Stephen G. Nichols
Author Bio
Stephen G. Nichols is the James M. Beall Professor of French and Humanities in the Department of German and Romance Languages at Johns Hopkins University. He is also Chairman of the Board of Directors of the Council on Library and Information Resources (CLIR). He specialises in medieval literature in its relations with history, philosophy, and history of art. One of his books, Romanesque Signs: Early Medieval Narrative and Iconography, received the Modern Language Association’s James Russell Lowell Prize for an outstanding book by an MLA author in 1984. Another, The New Philology, was honoured by the Council of Editors of Learned Journals in 1991. Author, editor, and co-editor of 24 books, Nichols conceived and is co-director of the Digital Library of Medieval Manuscripts and Incunabula at the Milton S. Eisenhower Library of Johns Hopkins.

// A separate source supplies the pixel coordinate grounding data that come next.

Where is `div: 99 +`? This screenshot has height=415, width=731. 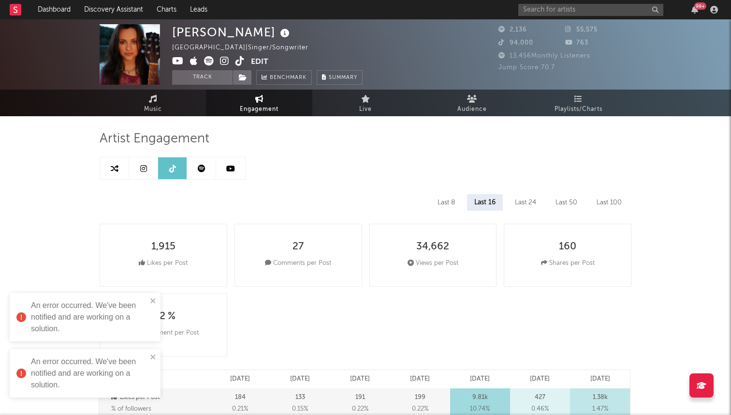 div: 99 + is located at coordinates (700, 6).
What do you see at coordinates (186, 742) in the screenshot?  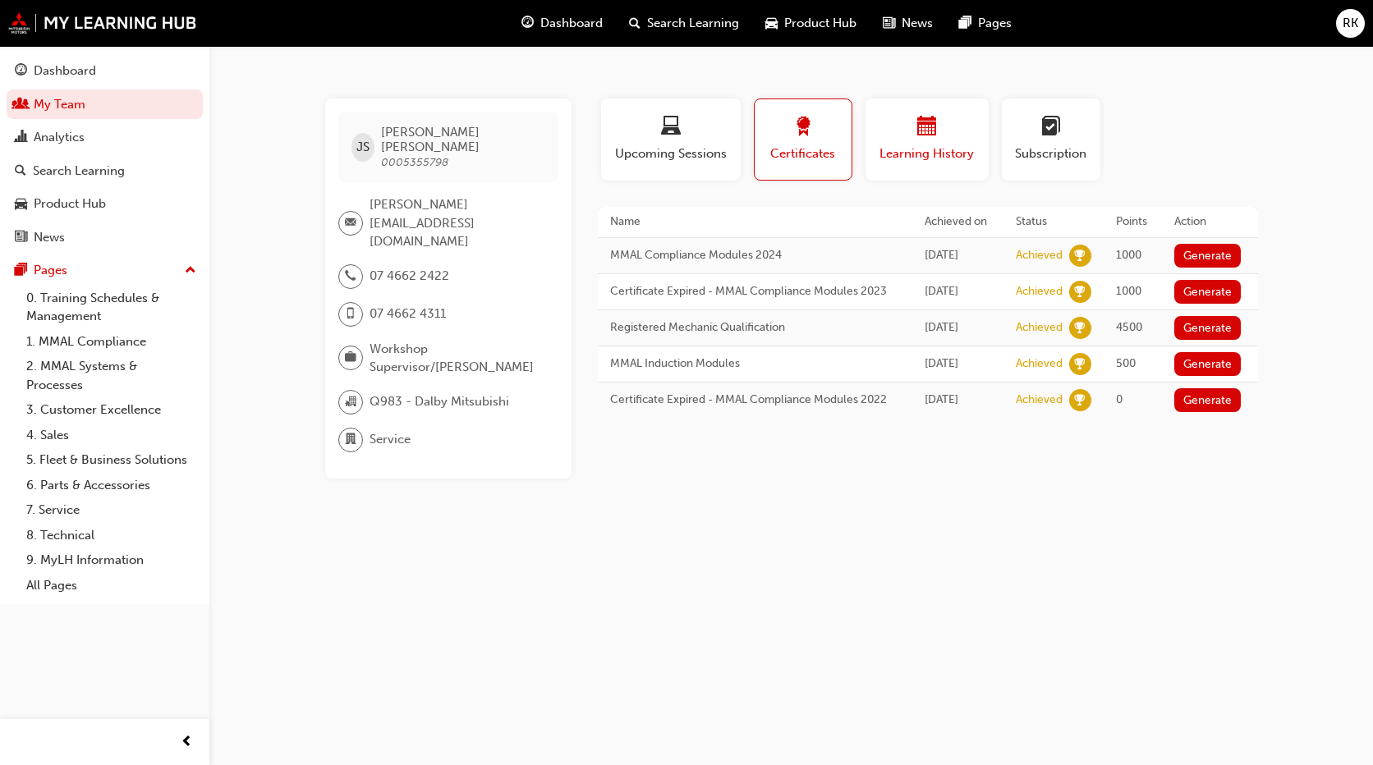 I see `span: prev-icon` at bounding box center [186, 742].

He has lectured and written on digital scholarship in the Humanities, e.g. “From Parchment to Cyberspace,” “Digital Scholarship, What’s all the Fuss?” “‘Born Medieval:’ Manuscripts in the Digital Scriptorium,” “Manuscripts and Digital Surrogates: Sibling or Counterfeit?“, “There’s an Elephant in the Room: Digital Scholarship and Scholarly Prejudice.”